Cleveland Fed nowcasts show April headline CPI at 3.71% YoY (up from the March nowcast of 3.25%) and PCE at 3.58% (vs March 3.28%), driven largely by Middle East-related energy price and supply-chain pressures. Core inflation is less affected (core CPI 2.56% YoY vs March 2.6%; core PCE 3.03% vs 2.97%), while the New York Fed reports labor market tightness eased in February and wage pressures now resemble late‑2015 levels. Implication: headline inflation strength could keep policy makers vigilant, but muted core and easing labor signals limit the case for aggressive tightening.

Analysis

A supply-side energy shock that lifts headline inflation while leaving underlying services and wages broadly unchanged creates a distinct market dynamic: real yields compress and nominal yields can drift higher as breakevens widen, pushing the term premium up in the belly of the curve faster than in the long end. That combination amplifies convexity for duration-sensitive assets (mortgage-backed securities, long-duration growth equities) while creating a window where inflation-linked instruments materially outperform nominal Treasuries without requiring a sustained change in Fed policy. Second-order sector effects will unfold unevenly. Upstream producers and refiners enjoy near-term margin tailwinds, but industries with embedded fuel intensity (airlines, shipping, industrials) face margin compression and demand elasticity that shows up within one quarter; expect capex cycles in energy services to remain muted despite higher spot cash flows, concentrating free-cash-flow improvements into buybacks/dividends rather than rapid supply response.
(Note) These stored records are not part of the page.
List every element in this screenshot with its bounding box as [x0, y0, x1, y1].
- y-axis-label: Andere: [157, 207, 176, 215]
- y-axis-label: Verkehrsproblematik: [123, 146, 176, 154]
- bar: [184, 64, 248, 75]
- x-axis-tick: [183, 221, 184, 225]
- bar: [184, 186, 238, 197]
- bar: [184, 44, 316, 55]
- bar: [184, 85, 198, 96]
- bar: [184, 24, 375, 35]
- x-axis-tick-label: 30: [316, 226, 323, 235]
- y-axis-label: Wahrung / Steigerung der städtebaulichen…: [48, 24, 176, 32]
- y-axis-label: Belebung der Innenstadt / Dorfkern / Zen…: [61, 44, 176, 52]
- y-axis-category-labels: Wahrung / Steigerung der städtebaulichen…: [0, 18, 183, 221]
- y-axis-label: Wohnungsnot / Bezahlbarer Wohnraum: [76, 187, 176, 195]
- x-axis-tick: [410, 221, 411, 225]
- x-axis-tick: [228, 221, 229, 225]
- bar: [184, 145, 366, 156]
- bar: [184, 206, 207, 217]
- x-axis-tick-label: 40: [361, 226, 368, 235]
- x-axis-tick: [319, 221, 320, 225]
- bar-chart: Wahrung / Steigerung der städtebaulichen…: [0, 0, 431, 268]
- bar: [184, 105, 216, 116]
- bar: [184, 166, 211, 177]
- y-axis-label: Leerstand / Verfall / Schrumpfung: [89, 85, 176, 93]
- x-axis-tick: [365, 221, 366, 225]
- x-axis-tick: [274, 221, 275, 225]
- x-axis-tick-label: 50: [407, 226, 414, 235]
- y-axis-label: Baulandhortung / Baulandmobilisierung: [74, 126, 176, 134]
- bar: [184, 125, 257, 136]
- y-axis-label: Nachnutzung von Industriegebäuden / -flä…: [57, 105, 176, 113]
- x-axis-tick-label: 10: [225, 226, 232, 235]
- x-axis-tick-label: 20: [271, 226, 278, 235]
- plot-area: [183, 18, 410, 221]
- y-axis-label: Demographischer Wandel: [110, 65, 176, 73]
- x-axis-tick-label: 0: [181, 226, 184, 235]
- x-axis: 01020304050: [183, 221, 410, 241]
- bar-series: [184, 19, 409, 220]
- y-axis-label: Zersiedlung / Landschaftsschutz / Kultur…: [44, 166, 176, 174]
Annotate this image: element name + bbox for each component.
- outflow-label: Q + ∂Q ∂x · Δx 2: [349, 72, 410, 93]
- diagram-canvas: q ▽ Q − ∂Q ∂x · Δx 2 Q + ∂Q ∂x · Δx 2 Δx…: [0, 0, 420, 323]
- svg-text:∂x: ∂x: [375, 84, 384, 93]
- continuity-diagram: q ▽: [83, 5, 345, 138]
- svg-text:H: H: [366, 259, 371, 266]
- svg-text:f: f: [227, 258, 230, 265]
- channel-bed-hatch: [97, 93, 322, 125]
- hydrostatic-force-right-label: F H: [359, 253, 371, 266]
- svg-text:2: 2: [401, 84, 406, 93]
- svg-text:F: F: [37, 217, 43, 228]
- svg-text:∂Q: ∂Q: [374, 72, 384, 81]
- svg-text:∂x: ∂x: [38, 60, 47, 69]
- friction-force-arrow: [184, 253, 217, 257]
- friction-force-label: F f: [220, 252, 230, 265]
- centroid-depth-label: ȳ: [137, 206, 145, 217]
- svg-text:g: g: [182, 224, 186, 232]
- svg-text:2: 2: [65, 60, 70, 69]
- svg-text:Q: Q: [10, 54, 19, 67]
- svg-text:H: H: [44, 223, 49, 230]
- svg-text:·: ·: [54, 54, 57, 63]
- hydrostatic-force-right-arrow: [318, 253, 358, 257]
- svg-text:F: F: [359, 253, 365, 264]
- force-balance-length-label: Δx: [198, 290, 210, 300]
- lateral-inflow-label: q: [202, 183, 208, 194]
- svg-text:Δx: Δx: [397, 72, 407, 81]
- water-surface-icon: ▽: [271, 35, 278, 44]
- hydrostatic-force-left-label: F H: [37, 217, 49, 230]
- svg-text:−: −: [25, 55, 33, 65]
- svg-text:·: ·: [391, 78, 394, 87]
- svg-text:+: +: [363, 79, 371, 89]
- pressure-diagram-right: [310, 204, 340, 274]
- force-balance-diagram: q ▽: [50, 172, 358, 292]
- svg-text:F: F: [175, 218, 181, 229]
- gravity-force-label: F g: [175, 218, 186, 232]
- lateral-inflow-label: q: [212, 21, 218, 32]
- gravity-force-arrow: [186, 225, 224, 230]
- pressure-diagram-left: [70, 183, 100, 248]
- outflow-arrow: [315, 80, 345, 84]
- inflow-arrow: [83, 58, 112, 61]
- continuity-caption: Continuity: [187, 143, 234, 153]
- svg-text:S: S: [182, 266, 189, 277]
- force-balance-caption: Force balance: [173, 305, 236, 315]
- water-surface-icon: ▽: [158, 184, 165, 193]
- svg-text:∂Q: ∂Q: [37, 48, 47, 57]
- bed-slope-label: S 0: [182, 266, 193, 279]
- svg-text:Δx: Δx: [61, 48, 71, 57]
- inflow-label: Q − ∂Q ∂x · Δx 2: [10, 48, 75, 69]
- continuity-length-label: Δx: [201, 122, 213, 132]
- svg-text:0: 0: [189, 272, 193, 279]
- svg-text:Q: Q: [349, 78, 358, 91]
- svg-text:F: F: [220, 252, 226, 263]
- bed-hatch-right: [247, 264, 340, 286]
Policy and macro timing matters: the central bank is likely to look through a headline-only shock unless labor market or wage prints re-accelerate, which makes the next two CPI/PCE releases and monthly payrolls the primary catalysts over the coming 6-12 weeks. A diplomatic de-escalation or rapid inventory rebuild would unwind risk premia quickly — that path is the highest-probability mean reversion for inflation-sensitive assets and should define tight stop levels on directional positions.